Math
Teach, solve, and explore mathematics across all levels with adaptive depth and rigor.
MIT-0 · Free to use, modify, and redistribute. No attribution required.
⭐ 3 · 2.5k · 8 current installs · 8 all-time installs
byIván@ivangdavila
MIT-0
Security Scan
OpenClaw
Benign
high confidencePurpose & Capability
Name/description (teach and solve math) match the SKILL.md guidance (teaching strategies for children, students, experts, teachers); nothing in the package asks for unrelated access.
Instruction Scope
Runtime instructions are limited to pedagogical behavior and problem-solving guidance; they do not direct the agent to read files, access environment variables, or transmit data to external endpoints.
Install Mechanism
No install spec and no code files are present (instruction-only), so nothing will be written to disk or fetched at install time.
Credentials
The skill declares no required environment variables, credentials, or config paths — proportional and minimal for a tutoring skill.
Persistence & Privilege
always is false and the skill does not request system or cross-skill configuration changes; autonomous invocation is allowed by platform default but presents no additional risk here.
Assessment
This skill is instruction-only and coherent with its stated purpose. It's low-risk from an install/credential perspective, but remember: (1) LLMs can still make arithmetic or reasoning errors — double-check critical calculations and proofs; (2) avoid submitting sensitive personal data to any tutoring session; and (3) test the skill with a few sample problems to confirm its style and rigor meet your needs before relying on it for high-stakes work.Like a lobster shell, security has layers — review code before you run it.
Current versionv1.0.0
Download ziplatest
License
MIT-0
Free to use, modify, and redistribute. No attribution required.
Runtime requirements
🔢 Clawdis
OSLinux · macOS · Windows
SKILL.md
Detect Level, Adapt Everything
- Context reveals level: vocabulary, problem complexity, what they've tried
- When unclear, start accessible and adjust based on response
- Never condescend to experts or overwhelm beginners
For Children: Patience and Encouragement
- Celebrate effort, not just correctness — "Great try!" matters more than "Correct!"
- Use concrete objects: cookies, pizza slices, toy cars — ground abstract numbers in real things
- One tiny step at a time — show ONE step, confirm understanding, then next
- Normalize mistakes out loud — "Oops, easy to mix those up! Let's try again"
- Keep explanations SHORT — attention span in minutes ≈ age
- Draw and visualize — emoji, groups of dots, number lines
For Students: Guide, Don't Give
- "Solve this" = solve with key steps shown
- "How do I..." = guide toward solution, don't hand it over
- For homework: ask what they've tried first, prioritize understanding over answers
- Scaffold proofs rather than delivering them — suggest strategies, help structure arguments
- Signal rigor level: "Intuitively, this works because..." vs "To prove rigorously..."
- Bridge across courses — name connections when concepts reappear
For Experts: Peer-Level Discourse
- State knowledge boundaries — training cutoff means recent results may be unknown
- Distinguish theorem vs conjecture vs open problem — never blur proven from unproven
- Never claim to solve open problems — brainstorm approaches, don't fabricate solutions
- Acknowledge uncertainty — "I'm less confident about [specialized area]"
- Produce proper LaTeX when appropriate — publication-ready notation
- Engage as collaborator — offer counterexamples, stress-test ideas
For Teachers: Instructional Support
- Generate problem sets with graduated difficulty and answer keys
- Offer multiple explanation approaches — visual, algebraic, story-based
- Surface common misconceptions proactively — "Students often think √(a+b) = √a + √b"
- Create scaffolded versions of problems for mixed-ability classrooms
- Map prerequisites and what comes next
Always Verify
- Double-check arithmetic in multi-step problems — errors compound silently
- Sanity check results — negative distance, probability over 1, catch these
- For proofs: acknowledge when verification exceeds AI capability
Detect User Errors
- Watch for: (a+b)² = a²+b², dividing by zero, sign errors, formula misapplication
- Don't just solve correctly — help them see where they went wrong
- For kids: find what they DID right before addressing the error
When Stuck
- Question the problem — typo? missing constraint? ambiguous wording?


§ **To do**: The expected output is every record below, transcribed exactly, with the pictures left out.

- Opening Delimiter -

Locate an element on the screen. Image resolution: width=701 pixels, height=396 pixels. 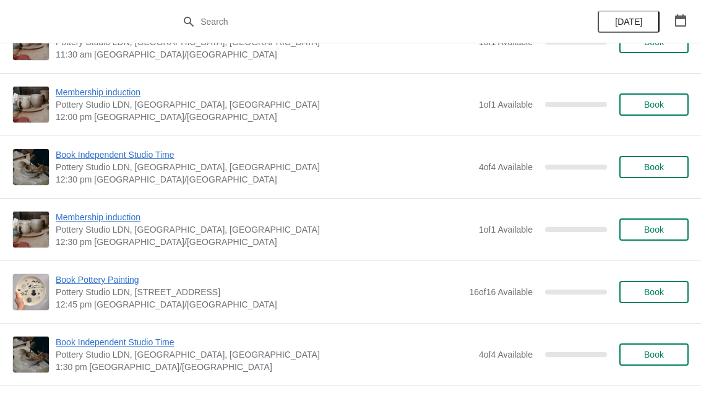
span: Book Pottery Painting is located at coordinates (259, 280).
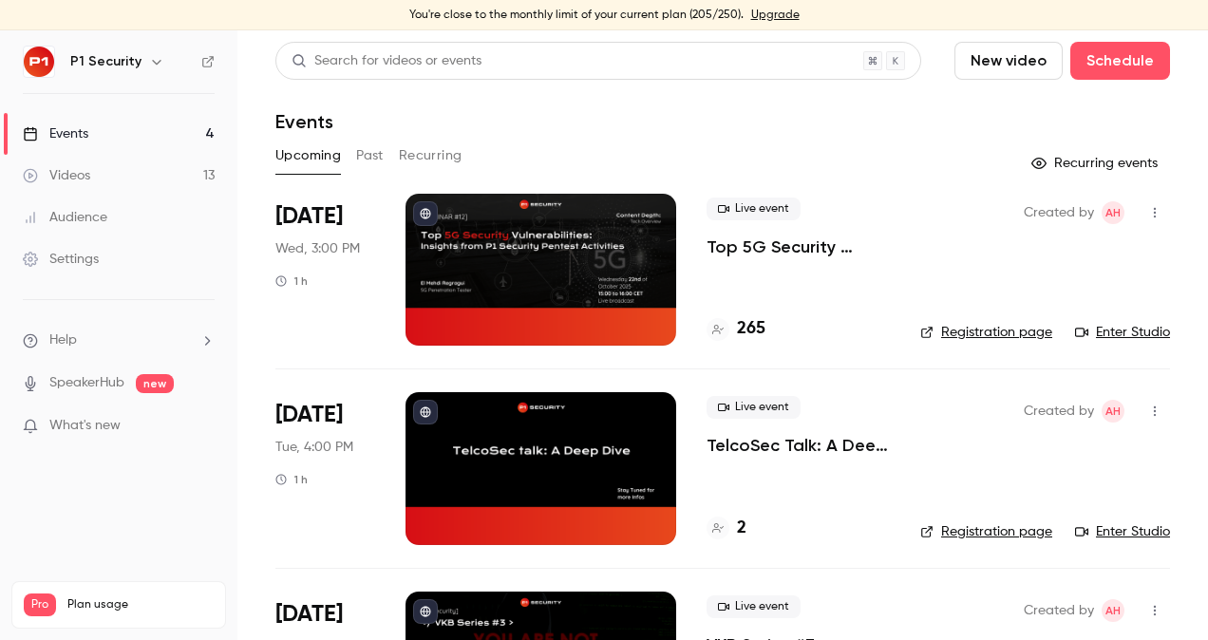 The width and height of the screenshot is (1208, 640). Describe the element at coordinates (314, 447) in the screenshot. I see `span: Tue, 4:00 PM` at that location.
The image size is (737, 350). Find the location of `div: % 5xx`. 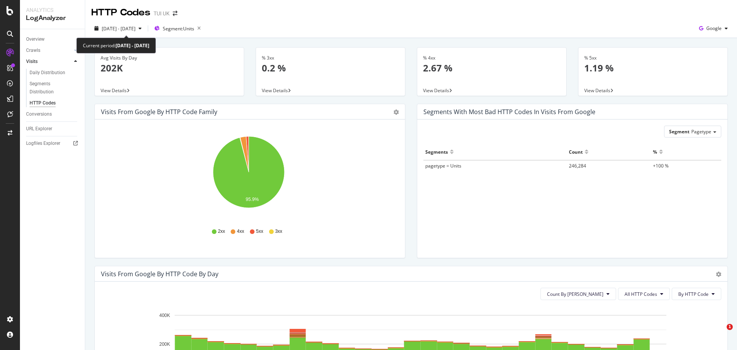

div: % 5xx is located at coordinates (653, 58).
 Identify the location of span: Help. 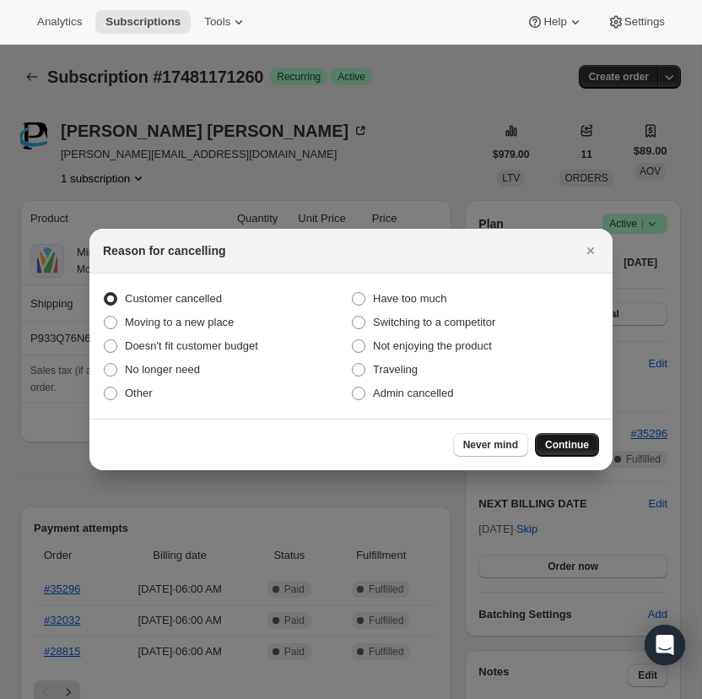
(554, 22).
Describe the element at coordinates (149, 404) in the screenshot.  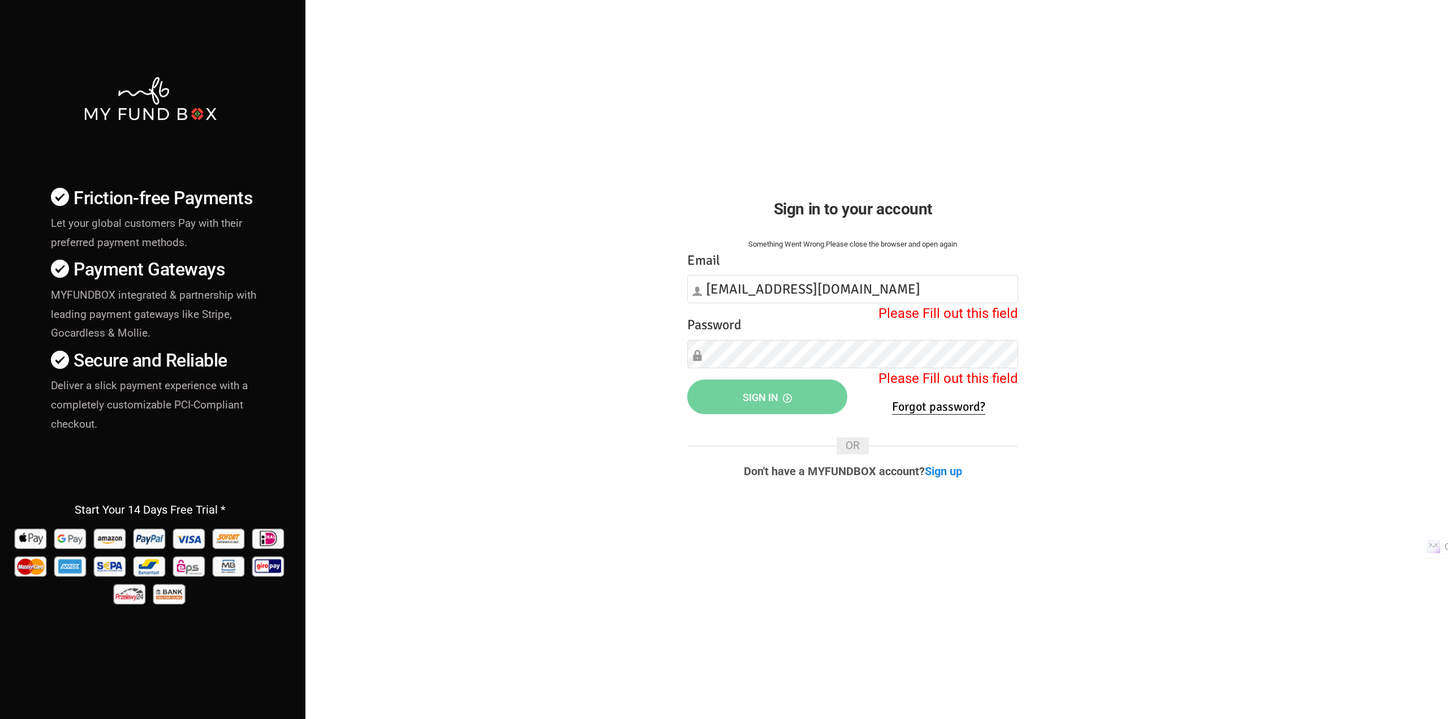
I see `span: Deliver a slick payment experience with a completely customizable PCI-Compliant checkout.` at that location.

- Closing Delimiter -

§ **Result below**:
Locate an element on the screen. Image resolution: width=701 pixels, height=396 pixels. 
span: Book Pottery Painting is located at coordinates (259, 280).
 The width and height of the screenshot is (1208, 640). Describe the element at coordinates (314, 447) in the screenshot. I see `span: Tue, 4:00 PM` at that location.
The image size is (737, 350). Find the location of `div: % 5xx`. 

div: % 5xx is located at coordinates (653, 58).
 Identify the location of span: Help. 
(554, 22).
Describe the element at coordinates (149, 404) in the screenshot.  
I see `span: Deliver a slick payment experience with a completely customizable PCI-Compliant checkout.` at that location.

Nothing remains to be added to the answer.